Our blog of March 28 issued a call for comments on solving the Global MegaCrisis. The blog of April 11 presented presented responses from seven contributors that concluded the coronavirus shows the present world order is not sustainable and suggests moving to a global consciousness. We now present responses from the second round of this study using collective intelligence again. Quick summaries of the responses shown below show some who see more peril ahead and those who see the promise of change.
Jose Cordeiro captures this nicely by noting that the Chinese word for “crisis” means both threat and opportunity.
Hazel Henderson, Futurist and CEO of Ethical Markets Media, offers guides to avoid a collapse of the Internet under heavy loads caused by the virus crisis. “Now that everyone and every organization on the planet is going virtual … the question is on everyone’s lips: ‘Will the coronavirus break the internet?’ We at Ethical Markets are using some simple rules… They won’t harm anyone’s business or other outreach activities. Rather such politeness and consideration for essential users and public information can help assure that the internet can continue to be the vital backbone of our lives for the foreseeable future.
Peter King, Environmental Consultant, provides comments from two of his associates in Asia: “Among my peers, there is considerable anxiety about what kind of world will emerge from COVID-19. The accumulating threats to the planet—climate change, biodiversity loss, deforestation, illegal wildlife trade, air and water pollution, depletion of fish stocks, loss of coral reefs, among others—have been put on the back burner, while billions of people are hunkering down at home. On the other side of this pandemic, will we go all out for economic recovery at the cost of the remaining absorptive capacity of the planet, or will we have learned our ultimate lesson—Nature always wins in the end.
Jose Cordeiro, Vice Chair, HumanityPlus and Director of The Millennium Project, shows how this crisis presents both threats and opportunities. “We are currently living in a MegaCrisis, which implies MegaDanger but also MegaOpportunity. Even though Covid-19 originated in China, it is now a global problem and it requires a global solution. This MegaCrisis can be the MegaOpportunity to move forward together as one global family in our small planet.
Michael Lee, Futurist and Author, examines the possibilities: “We could be facing unemployment and poverty on a scale that will dwarf the impacts of the financial crisis of 2008-9. When the global economy awakes from its lockdown hibernation, will it be a zombie economy? Will the epoch of wars and empires, which has engulfed history and caused more death and grief than I have the stomach to calculate, finally be over? Can we come together as one human race, black, white, yellow, brown and all the beautiful shades of human skin, to focus on the one reason why we’re all here in the first place: to use our fleeting lives for the total, ethical upliftment of human civilization?”
Fadi Bayoud, Consultant, Strategic Anchors, offers his vision of a preferable future: “beautiful as a priceless piece of art where: Spirituality drives human relationships. Science is respected, and governments invest more in scientific research … People’s development becomes a social policy. Education becomes free and foresight oriented …Economy becomes shared and sustainable … The countryside and Nature are a source for spiritual, psychological, and somatic healing. Industrial energy production is sustainable. Individual households produce their own energy needs … where rivers and lakes are source of pure and clean water. Health paradigm shifts to prevention.”
Julio Millan, President of the World Future Society, Mexico, thinks “The megacrisis … is showing us that we have been leading the wrong model: it is not about individual gains, but about the common welfare. … to behave like good citizens and understand what it means to do things for our community, to be empathetic to our neighbors, and to create better societies. Our concern now should be, what are we going to do when the liberal order, to which we are so accustomed, falls? We are in a historical moment, because after the pandemic our preconception of the world is going to change: we are entering a new era.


▶ Task requirements: As you look over the data below, please find each line where the word "MTIS" appears, then copy it.

Data records for software interfaces:
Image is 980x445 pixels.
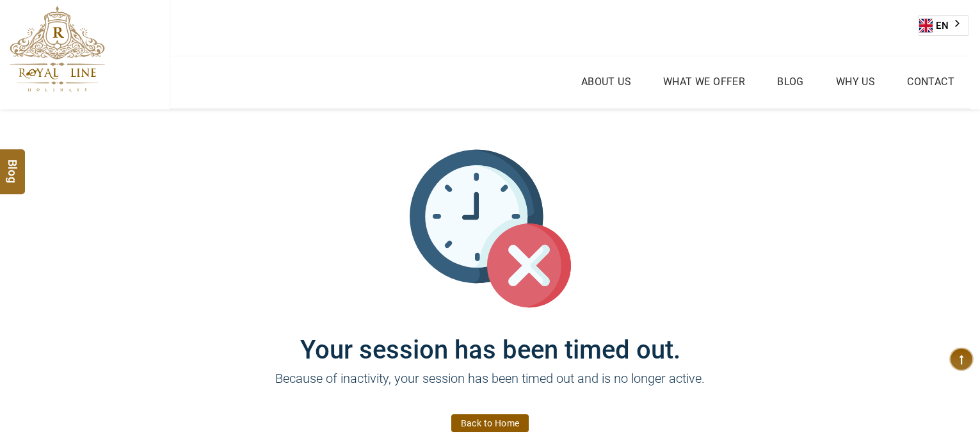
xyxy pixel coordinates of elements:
p: Because of inactivity, your session has been timed out and is no longer active. [107,369,874,408]
div: Language [918,16,968,36]
span: Blog [5,159,21,170]
a: What we Offer [660,72,748,91]
aside: Language selected: English [918,16,968,36]
a: About Us [578,72,634,91]
a: Why Us [832,72,878,91]
a: Back to Home [451,415,530,432]
img: The Royal Line Holidays [10,6,105,92]
a: Blog [774,72,807,91]
a: EN [919,16,968,35]
img: session_time_out.svg [409,148,571,309]
a: Contact [904,72,958,91]
h1: Your session has been timed out. [107,309,874,365]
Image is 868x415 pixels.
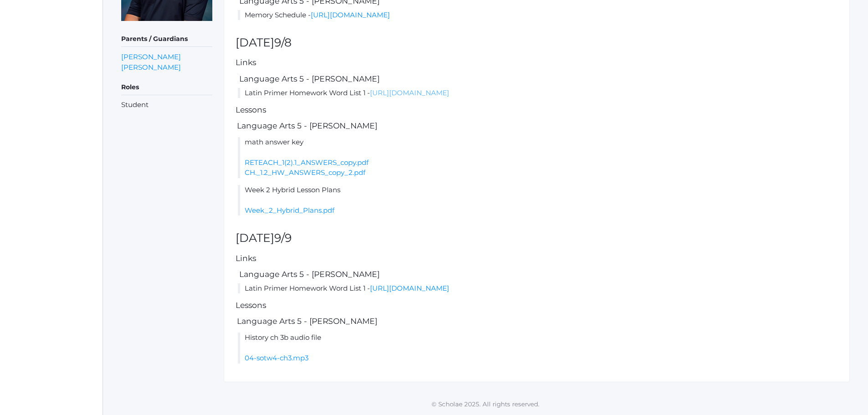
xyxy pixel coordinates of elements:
[245,158,368,166] a: RETEACH_1(2).1_ANSWERS_copy.pdf
[235,231,838,245] h2: [DATE]
[245,353,309,362] a: 04-sotw4-ch3.mp3
[235,37,838,49] h2: [DATE]
[238,332,838,363] li: History ch 3b audio file
[235,254,838,263] h5: Links
[235,316,838,325] h5: Language Arts 5 - [PERSON_NAME]
[235,122,838,130] h5: Language Arts 5 - [PERSON_NAME]
[235,105,838,114] h5: Lessons
[245,168,365,177] a: CH._1.2_HW_ANSWERS_copy_2.pdf
[370,284,449,293] a: [URL][DOMAIN_NAME]
[238,270,838,278] h5: Language Arts 5 - [PERSON_NAME]
[370,88,449,97] a: [URL][DOMAIN_NAME]
[235,58,838,67] h5: Links
[121,80,212,95] h5: Roles
[121,62,181,72] a: [PERSON_NAME]
[121,100,212,110] li: Student
[274,231,291,245] span: 9/9
[235,301,838,310] h5: Lessons
[238,137,838,178] li: math answer key
[238,185,838,216] li: Week 2 Hybrid Lesson Plans
[238,283,838,293] li: Latin Primer Homework Word List 1 -
[103,399,868,408] p: © Scholae 2025. All rights reserved.
[238,88,838,99] li: Latin Primer Homework Word List 1 -
[238,10,838,20] li: Memory Schedule -
[274,36,291,49] span: 9/8
[121,31,212,47] h5: Parents / Guardians
[121,52,181,62] a: [PERSON_NAME]
[245,206,335,214] a: Week_2_Hybrid_Plans.pdf
[311,10,390,19] a: [URL][DOMAIN_NAME]
[238,75,838,84] h5: Language Arts 5 - [PERSON_NAME]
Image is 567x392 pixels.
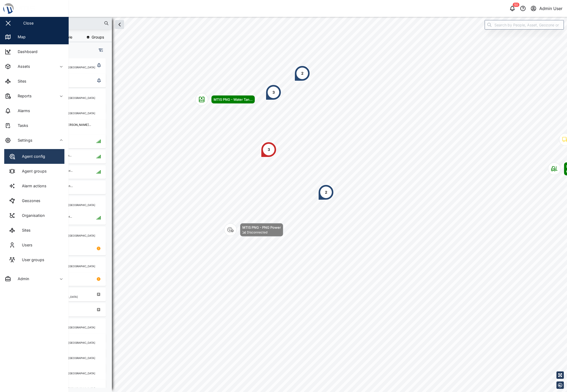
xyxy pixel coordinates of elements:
[266,84,282,100] div: Map marker
[14,34,26,40] div: Map
[318,184,334,200] div: Map marker
[4,238,65,252] a: Users
[242,225,281,230] div: MTIS PNG - PNG Power
[18,242,33,248] div: Users
[272,89,275,95] div: 3
[14,108,30,114] div: Alarms
[18,212,45,218] div: Organisation
[513,2,519,7] div: 50
[325,189,327,195] div: 2
[23,20,33,26] div: Close
[2,2,71,14] img: Main Logo
[4,208,65,223] a: Organisation
[4,223,65,238] a: Sites
[224,223,283,237] div: Map marker
[294,65,310,81] div: Map marker
[18,183,47,189] div: Alarm actions
[530,5,563,12] button: Admin User
[195,93,255,106] div: Map marker
[18,198,40,204] div: Geozones
[261,142,277,158] div: Map marker
[484,20,564,30] input: Search by People, Asset, Geozone or Place
[14,276,29,282] div: Admin
[14,123,28,129] div: Tasks
[14,49,37,55] div: Dashboard
[14,64,30,69] div: Assets
[18,168,47,174] div: Agent groups
[18,228,31,233] div: Sites
[18,257,44,263] div: User groups
[18,153,45,159] div: Agent config
[14,78,26,84] div: Sites
[247,230,267,235] div: Disconnected
[214,97,252,102] div: MTIS PNG - Water Tan...
[92,35,104,39] span: Groups
[539,5,563,12] div: Admin User
[4,179,65,194] a: Alarm actions
[17,17,567,392] canvas: Map
[267,147,270,152] div: 3
[301,70,303,76] div: 2
[4,164,65,179] a: Agent groups
[4,252,65,267] a: User groups
[14,93,32,99] div: Reports
[4,194,65,208] a: Geozones
[4,149,65,164] a: Agent config
[14,137,33,143] div: Settings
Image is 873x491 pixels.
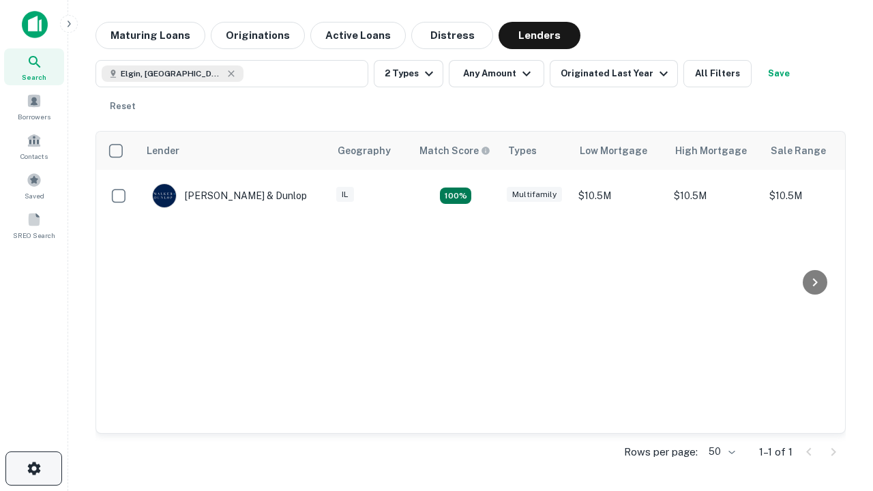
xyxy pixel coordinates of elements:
[121,68,223,80] span: Elgin, [GEOGRAPHIC_DATA], [GEOGRAPHIC_DATA]
[419,143,490,158] div: Capitalize uses an advanced AI algorithm to match your search with the best lender. The match sco...
[675,143,747,159] div: High Mortgage
[336,187,354,203] div: IL
[683,60,751,87] button: All Filters
[101,93,145,120] button: Reset
[329,132,411,170] th: Geography
[374,60,443,87] button: 2 Types
[500,132,571,170] th: Types
[4,128,64,164] a: Contacts
[667,170,762,222] td: $10.5M
[507,187,562,203] div: Multifamily
[338,143,391,159] div: Geography
[498,22,580,49] button: Lenders
[20,151,48,162] span: Contacts
[147,143,179,159] div: Lender
[13,230,55,241] span: SREO Search
[667,132,762,170] th: High Mortgage
[25,190,44,201] span: Saved
[4,207,64,243] a: SREO Search
[759,444,792,460] p: 1–1 of 1
[411,132,500,170] th: Capitalize uses an advanced AI algorithm to match your search with the best lender. The match sco...
[561,65,672,82] div: Originated Last Year
[95,60,368,87] button: Elgin, [GEOGRAPHIC_DATA], [GEOGRAPHIC_DATA]
[4,167,64,204] a: Saved
[138,132,329,170] th: Lender
[703,442,737,462] div: 50
[22,11,48,38] img: capitalize-icon.png
[152,183,307,208] div: [PERSON_NAME] & Dunlop
[310,22,406,49] button: Active Loans
[449,60,544,87] button: Any Amount
[411,22,493,49] button: Distress
[22,72,46,83] span: Search
[153,184,176,207] img: picture
[571,132,667,170] th: Low Mortgage
[571,170,667,222] td: $10.5M
[4,88,64,125] a: Borrowers
[805,338,873,404] iframe: Chat Widget
[757,60,801,87] button: Save your search to get updates of matches that match your search criteria.
[18,111,50,122] span: Borrowers
[419,143,488,158] h6: Match Score
[95,22,205,49] button: Maturing Loans
[771,143,826,159] div: Sale Range
[580,143,647,159] div: Low Mortgage
[550,60,678,87] button: Originated Last Year
[4,48,64,85] a: Search
[211,22,305,49] button: Originations
[508,143,537,159] div: Types
[440,188,471,204] div: Matching Properties: 1, hasApolloMatch: undefined
[624,444,698,460] p: Rows per page:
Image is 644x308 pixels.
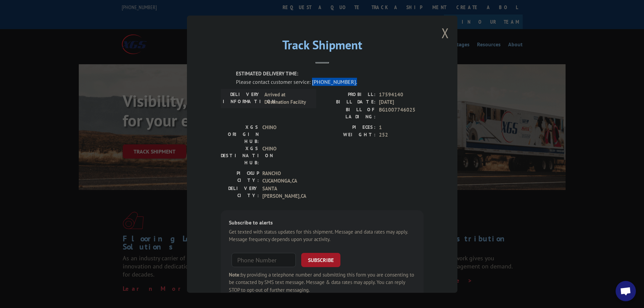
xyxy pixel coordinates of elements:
label: BILL DATE: [322,98,376,106]
label: DELIVERY CITY: [221,185,259,200]
span: BG1007746025 [379,106,423,120]
label: XGS ORIGIN HUB: [221,123,259,145]
button: Close modal [442,24,449,42]
span: Arrived at Destination Facility [264,91,310,106]
div: Get texted with status updates for this shipment. Message and data rates may apply. Message frequ... [229,228,416,243]
span: 1 [379,123,423,131]
button: SUBSCRIBE [301,252,340,267]
span: [DATE] [379,98,423,106]
div: Subscribe to alerts [229,218,416,228]
label: WEIGHT: [322,131,376,139]
label: DELIVERY INFORMATION: [223,91,261,106]
div: by providing a telephone number and submitting this form you are consenting to be contacted by SM... [229,271,416,294]
label: ESTIMATED DELIVERY TIME: [236,70,423,78]
label: BILL OF LADING: [322,106,376,120]
span: RANCHO CUCAMONGA , CA [262,170,308,185]
div: Open chat [615,281,636,301]
span: 17594140 [379,91,423,98]
label: PROBILL: [322,91,376,98]
span: CHINO [262,123,308,145]
input: Phone Number [231,252,296,267]
div: Please contact customer service: [PHONE_NUMBER]. [236,78,423,85]
span: CHINO [262,145,308,166]
label: PICKUP CITY: [221,170,259,185]
label: XGS DESTINATION HUB: [221,145,259,166]
strong: Note: [229,271,241,278]
span: SANTA [PERSON_NAME] , CA [262,185,308,200]
label: PIECES: [322,123,376,131]
h2: Track Shipment [221,40,423,53]
span: 252 [379,131,423,139]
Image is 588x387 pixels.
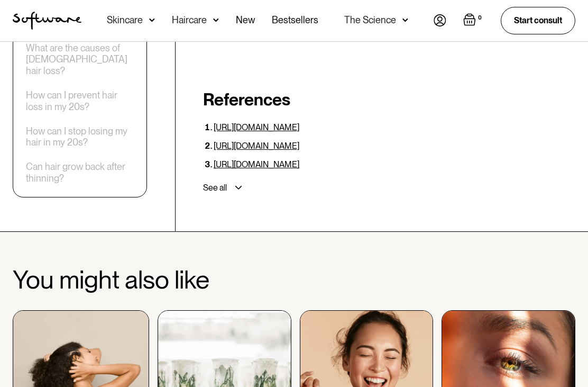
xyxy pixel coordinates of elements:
a: [URL][DOMAIN_NAME] [214,159,299,170]
h2: You might also like [12,266,575,294]
div: The Science [344,15,396,26]
div: 0 [476,13,483,23]
div: Haircare [172,15,207,26]
a: How can I stop losing my hair in my 20s? [26,125,133,147]
img: arrow down [149,15,155,26]
a: How can I prevent hair loss in my 20s? [26,90,133,112]
img: arrow down [402,15,408,26]
div: See all [203,183,227,193]
a: Start consult [500,7,575,34]
a: [URL][DOMAIN_NAME] [214,122,299,132]
h2: References [203,90,575,109]
div: Skincare [107,15,143,26]
a: home [12,12,81,29]
a: [URL][DOMAIN_NAME] [214,141,299,151]
a: What are the causes of [DEMOGRAPHIC_DATA] hair loss? [26,43,133,77]
a: Open empty cart [463,13,483,28]
img: arrow down [213,15,219,26]
img: Software Logo [12,12,81,29]
a: Can hair grow back after thinning? [26,161,133,183]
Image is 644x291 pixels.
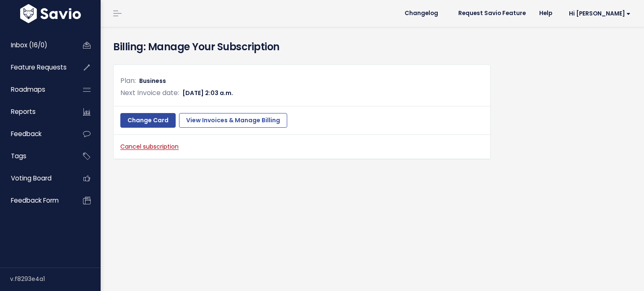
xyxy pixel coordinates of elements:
[532,7,558,20] a: Help
[568,11,630,17] span: Hi [PERSON_NAME]
[120,142,179,150] a: Cancel subscription
[113,40,631,54] h4: Billing: Manage Your Subscription
[11,63,67,71] span: Feature Requests
[120,88,179,97] span: Next Invoice date:
[11,41,47,50] span: Inbox (16/0)
[139,77,166,85] span: Business
[11,107,35,116] span: Reports
[10,268,100,289] div: v.f8293e4a1
[11,85,45,94] span: Roadmaps
[120,113,176,128] a: Change Card
[451,7,532,20] a: Request Savio Feature
[2,168,69,188] a: Voting Board
[11,130,41,138] span: Feedback
[11,174,51,183] span: Voting Board
[2,102,69,122] a: Reports
[179,113,287,128] a: View Invoices & Manage Billing
[18,5,83,23] img: logo-white.9d6f32f41409.svg
[2,147,69,166] a: Tags
[11,196,59,205] span: Feedback form
[2,124,69,143] a: Feedback
[2,191,69,210] a: Feedback form
[182,88,233,97] span: [DATE] 2:03 a.m.
[2,35,69,55] a: Inbox (16/0)
[120,76,136,86] span: Plan:
[2,58,69,77] a: Feature Requests
[558,7,637,20] a: Hi [PERSON_NAME]
[404,11,437,16] span: Changelog
[2,80,69,99] a: Roadmaps
[11,151,26,160] span: Tags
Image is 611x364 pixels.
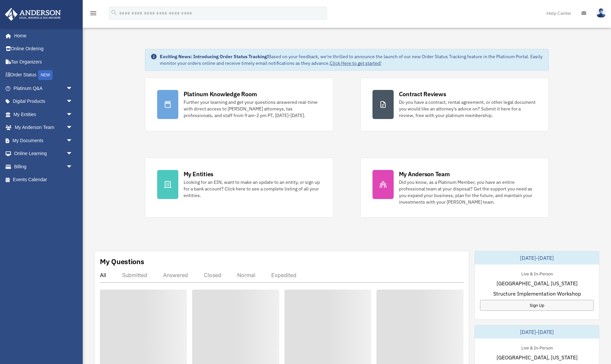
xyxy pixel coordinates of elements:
[5,55,83,69] a: Tax Organizers
[475,251,599,265] div: [DATE]-[DATE]
[330,60,381,66] a: Click Here to get started!
[596,9,606,18] img: User Pic
[89,9,97,17] i: menu
[480,300,594,311] a: Sign Up
[5,160,83,173] a: Billingarrow_drop_down
[66,134,79,147] span: arrow_drop_down
[66,95,79,108] span: arrow_drop_down
[5,147,83,160] a: Online Learningarrow_drop_down
[496,280,578,287] span: [GEOGRAPHIC_DATA], [US_STATE]
[3,8,63,21] img: Anderson Advisors Platinum Portal
[360,158,549,218] a: My Anderson Team Did you know, as a Platinum Member, you have an entire professional team at your...
[399,179,537,205] div: Did you know, as a Platinum Member, you have an entire professional team at your disposal? Get th...
[145,78,334,132] a: Platinum Knowledge Room Further your learning and get your questions answered real-time with dire...
[204,272,221,278] div: Closed
[66,160,79,173] span: arrow_drop_down
[100,257,144,266] div: My Questions
[184,179,322,199] div: Looking for an EIN, want to make an update to an entity, or sign up for a bank account? Click her...
[5,121,83,134] a: My Anderson Teamarrow_drop_down
[5,134,83,147] a: My Documentsarrow_drop_down
[5,82,83,95] a: Platinum Q&Aarrow_drop_down
[516,344,558,351] div: Live & In-Person
[66,108,79,121] span: arrow_drop_down
[38,70,53,80] div: NEW
[496,353,578,361] span: [GEOGRAPHIC_DATA], [US_STATE]
[89,11,97,17] a: menu
[5,173,83,187] a: Events Calendar
[184,90,257,98] div: Platinum Knowledge Room
[111,9,118,16] i: search
[399,170,450,178] div: My Anderson Team
[66,121,79,134] span: arrow_drop_down
[66,147,79,160] span: arrow_drop_down
[494,290,581,298] span: Structure Implementation Workshop
[160,53,268,60] strong: Exciting News: Introducing Order Status Tracking!
[399,90,446,98] div: Contract Reviews
[516,270,558,277] div: Live & In-Person
[100,272,106,278] div: All
[145,158,334,218] a: My Entities Looking for an EIN, want to make an update to an entity, or sign up for a bank accoun...
[184,99,322,118] div: Further your learning and get your questions answered real-time with direct access to [PERSON_NAM...
[5,43,83,56] a: Online Ordering
[475,325,599,338] div: [DATE]-[DATE]
[163,272,188,278] div: Answered
[399,99,537,118] div: Do you have a contract, rental agreement, or other legal document you would like an attorney's ad...
[360,78,549,132] a: Contract Reviews Do you have a contract, rental agreement, or other legal document you would like...
[5,95,83,108] a: Digital Productsarrow_drop_down
[5,29,79,43] a: Home
[184,170,213,178] div: My Entities
[5,108,83,121] a: My Entitiesarrow_drop_down
[237,272,255,278] div: Normal
[5,69,83,82] a: Order StatusNEW
[160,53,543,66] div: Based on your feedback, we're thrilled to announce the launch of our new Order Status Tracking fe...
[122,272,148,278] div: Submitted
[66,82,79,95] span: arrow_drop_down
[271,272,297,278] div: Expedited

▶ Answer for this exercise:
[242,225,281,230] div: MTIS PNG - PNG Power
[214,97,252,102] div: MTIS PNG - Water Tan...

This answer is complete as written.